Underwater

ES: But Why

I got a request recently to fix up the WebGL Aquarium demo. I’ve had this bookmarked for a while since it’s one of the only test cases for GL_EXT_multisampled_render_to_texture I’m aware of, at least when running Chrome in EGL mode.

Naturally, I decided to do both at once since this would be yet another extension that no native desktop driver in Mesa currently supports.

Transient Multisampling

The idea behind this extension is that on tilers, a single-sample image can be temporarily treated as multisampled without needing the extra memory bandwidth that multisampled images require. The multisampled rendering image is transient, meaning it isn’t loaded or written to, so it can be lazily allocated and then discarded.
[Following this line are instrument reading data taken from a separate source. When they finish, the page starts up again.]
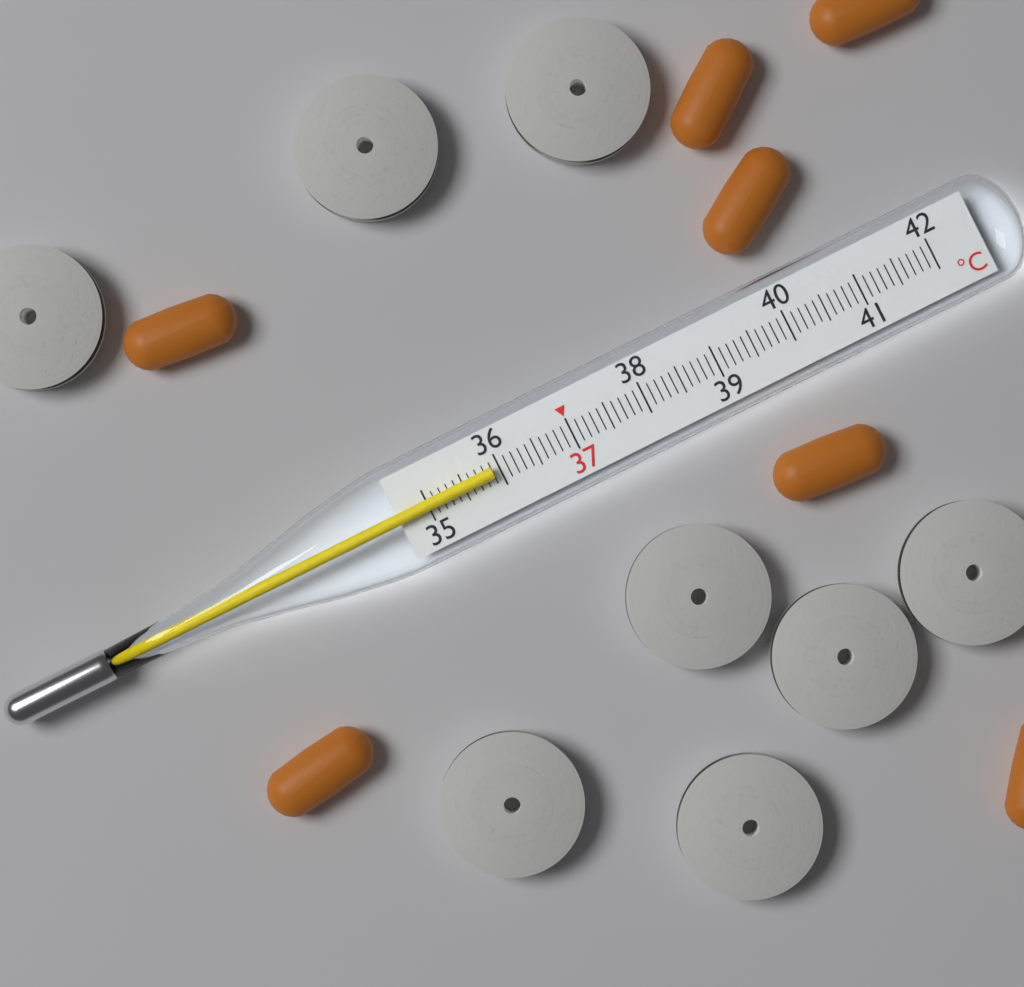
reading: 35.9 °C
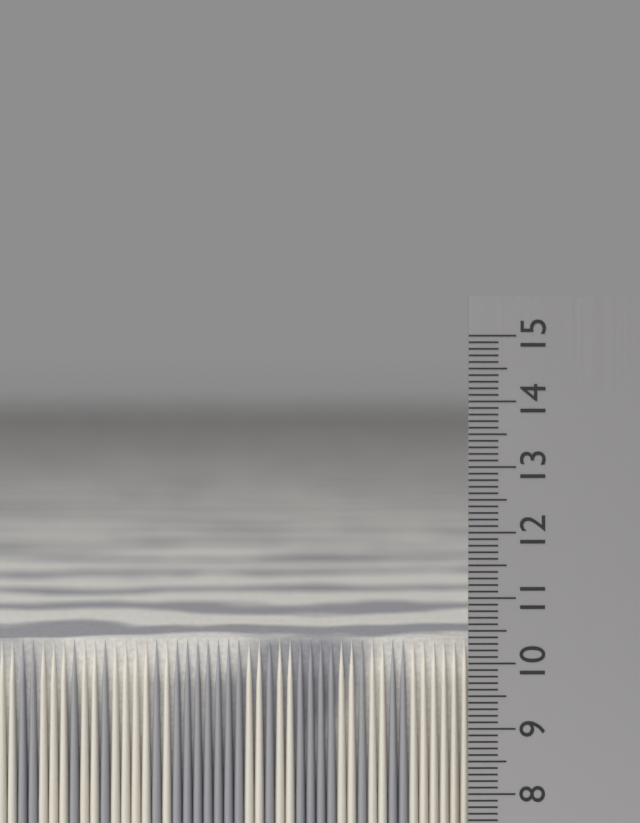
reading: 10.3 cm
Vulkan has similar mechanisms: loadOp and storeOp set to VK_ATTACHMENT_LOAD_OP_DONT_CARE with an image allocated using ZINK_HEAP_DEVICE_LOCAL_LAZY and VK_IMAGE_USAGE_TRANSIENT_ATTACHMENT_BIT, then adding a resolve attachment for writeout. Simple enough.

Unfortunately, this doesn’t quite work.

As Danylo Piliaiev, RenderDoc master and Finder Of Bad Pixels, was quick to point out, this approach will discard any previous data the texture had, resulting in bad pixels. Lots of bad pixels, in fact.

The solution, which I hate, is that the “transient” multisampled image now gets a full-texture draw before its “transient” renderpass to initialize it, then is loaded with VK_ATTACHMENT_LOAD_OP_LOAD, effectively making it not transient at all.

Sorry tilers.

No frames for you.

But it does work and give solid performance (-20% or so while recording smh screen recorders git gud), so I can’t be too mad.